Stephen Smith writes that the Ivory Coast holds a ‘world record’ for the largest foreign population. The honour surely goes to Qatar, where 85 per cent of a population of 1.3 million comes from outside the emirate. The UAE, which has a larger citizen population, is perhaps a more equal contender: 70 per cent of its population is foreign-born. With Kuwait at 69 per cent, Jordan at 46 per cent, Singapore at 41 per cent and Israel at 40 per cent, the Ivory Coast would have to welcome an additional three million people to make the final five.

Kristin Surak
Montorsoli, Italy

The Insubordinate General

Jackson Lears writes that ‘in October 1861, when General John C. Fremont freed the slaves in the parts of Missouri his troops had occupied, Lincoln publicly repudiated him and the larger goal of abolition’ (LRB, 19 May). Fremont issued his abolition decree in August 1861 not October. It applied only to the slaves of rebels and only in areas over which Fremont had no control. Lincoln sent a private letter urging Fremont to rewrite his order to conform to the Confiscation Act passed by Congress a few weeks earlier. Under instructions implementing that act issued by Lincoln’s War Department on 8 August 1861, all slaves voluntarily entering Union lines in the seceded states were emancipated. Thus in his letter to Fremont, Lincoln was hardly ‘repudiating’ abolition. On the contrary, his order extended emancipation to a loyal state for the first time. Lincoln explicitly told Fremont that he did not disagree with the ‘principle’ on which the general’s edict was issued. Fremont refused to do what Lincoln asked unless directly ordered. Only then did Lincoln publicly require the insubordinate general to rewrite his order. The issue was civilian rule over the military, not emancipation.

James Oakes
New York

Don’t look to the Ivy League

Howard Hotson draws attention to the government’s reliance on the THE-QS World University Rankings, but doesn’t emphasise how heavily biased they are in favour of US and English institutions (LRB, ). In most of the rest of the world students tend to go to the university near their home, so that there is no possibility of concentrating the brightest professors and students in a few elite institutions. In Switzerland, for instance, there is a deliberate policy of sharing resources among the different regions and language groups. This makes it all the more remarkable that the Eidgenössische Technische Hochschule in Zurich ranks 18th in the THE-QS rankings.
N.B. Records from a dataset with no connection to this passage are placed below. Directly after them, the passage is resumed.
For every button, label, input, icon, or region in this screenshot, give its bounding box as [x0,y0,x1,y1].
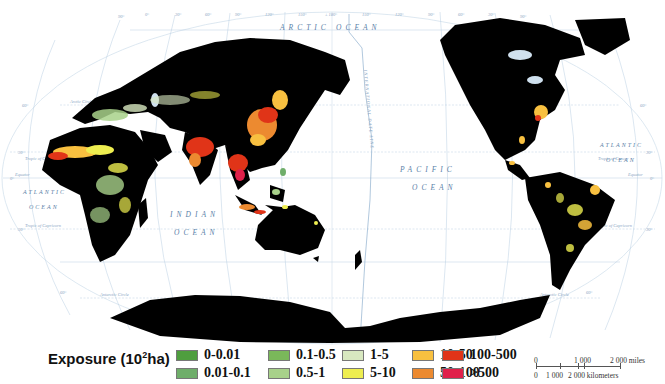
legend-title: Exposure (102ha) [48,350,170,367]
svg-text:60°: 60° [205,12,212,17]
legend-item-1-5: 1-5 [342,348,389,362]
svg-text:60°: 60° [22,103,29,108]
atlantic-ocean-west-label-1: ATLANTIC [22,189,66,195]
legend-item-0-0.01: 0-0.01 [176,348,240,362]
svg-text:90°: 90° [520,14,527,19]
scale-bar: 0 1 000 2 000 miles 0 1 000 2 000 kilome… [532,356,662,382]
legend-swatch [442,350,464,361]
legend-swatch [342,368,364,379]
svg-text:60°: 60° [586,290,593,295]
legend-item-0.01-0.1: 0.01-0.1 [176,366,251,380]
legend-item-100-500: 100-500 [442,348,517,362]
arctic-ocean-label-1: ARCTIC [279,23,330,32]
legend-item-0.5-1: 0.5-1 [268,366,325,380]
atlantic-ocean-east-label-2: OCEAN [606,157,636,163]
svg-text:Tropic of Capricorn: Tropic of Capricorn [25,223,62,228]
legend-swatch [412,368,434,379]
svg-text:150°: 150° [362,12,371,17]
svg-text:Equator: Equator [627,172,643,177]
legend-swatch [176,368,198,379]
svg-text:0°: 0° [145,12,149,17]
legend-swatch [268,368,290,379]
legend-swatch [268,350,290,361]
svg-text:120°: 120° [395,12,404,17]
svg-text:Equator: Equator [14,172,30,177]
world-exposure-map: 90° 0° 30° 60° 90° 120° 150° ± 180° 150°… [0,0,665,345]
svg-text:Antarctic Circle: Antarctic Circle [99,292,129,297]
svg-text:30°: 30° [175,12,182,17]
svg-text:30°: 30° [18,150,25,155]
svg-text:0°: 0° [10,176,14,181]
svg-text:60°: 60° [60,290,67,295]
legend-item-over-500: >500 [442,366,499,380]
svg-text:60°: 60° [458,12,465,17]
svg-text:30°: 30° [646,227,653,232]
atlantic-ocean-east-label-1: ATLANTIC [599,142,643,148]
svg-text:90°: 90° [235,12,242,17]
svg-text:90°: 90° [428,12,435,17]
svg-text:90°: 90° [118,14,125,19]
legend-item-0.1-0.5: 0.1-0.5 [268,348,336,362]
svg-text:± 180°: ± 180° [325,12,337,17]
pacific-ocean-label-2: OCEAN [412,183,457,192]
arctic-ocean-label-2: OCEAN [336,23,381,32]
svg-text:30°: 30° [488,12,495,17]
svg-text:60°: 60° [640,103,647,108]
indian-ocean-label-2: OCEAN [174,228,219,237]
exposure-legend: Exposure (102ha) 0-0.01 0.01-0.1 0.1-0.5… [48,346,468,382]
legend-swatch [176,350,198,361]
legend-swatch [442,368,464,379]
svg-text:120°: 120° [265,12,274,17]
indian-ocean-label-1: INDIAN [169,210,219,219]
svg-text:150°: 150° [298,12,307,17]
pacific-ocean-label-1: PACIFIC [399,165,456,174]
atlantic-ocean-west-label-2: OCEAN [29,204,59,210]
legend-item-5-10: 5-10 [342,366,396,380]
svg-text:30°: 30° [18,227,25,232]
svg-text:0°: 0° [650,176,654,181]
legend-swatch [412,350,434,361]
legend-swatch [342,350,364,361]
svg-text:30°: 30° [646,150,653,155]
That academic rankings depend a lot on research performance creates a further bias in favour of anglophone institutions, partly because the rest of the world is less obsessed with bibliometric measures of research output. Also, since English is the language of research publications, and the main academic journals tend to be US or UK-based, non-anglophone academics find it harder to get their work published in so-called top journals.

Tom Smith
University of Basel

Disillusioned

Penelope Woolfit claims that in your illustration of the Müller-Lyer illusion, one line was drawn nearly two millimetres longer than the other (Letters, 2 June). That isn’t fair to the printers. The definition of the length of a line is the distance between its endpoints, and both lines are very close to 36 mm long. Because the lines are drawn quite thickly (about 0.3 mm), there is, however, a difference between their ‘inner’ and ‘outer’ length. In fairness to Müller-Lyer, the illusion would be better experienced using narrow lines.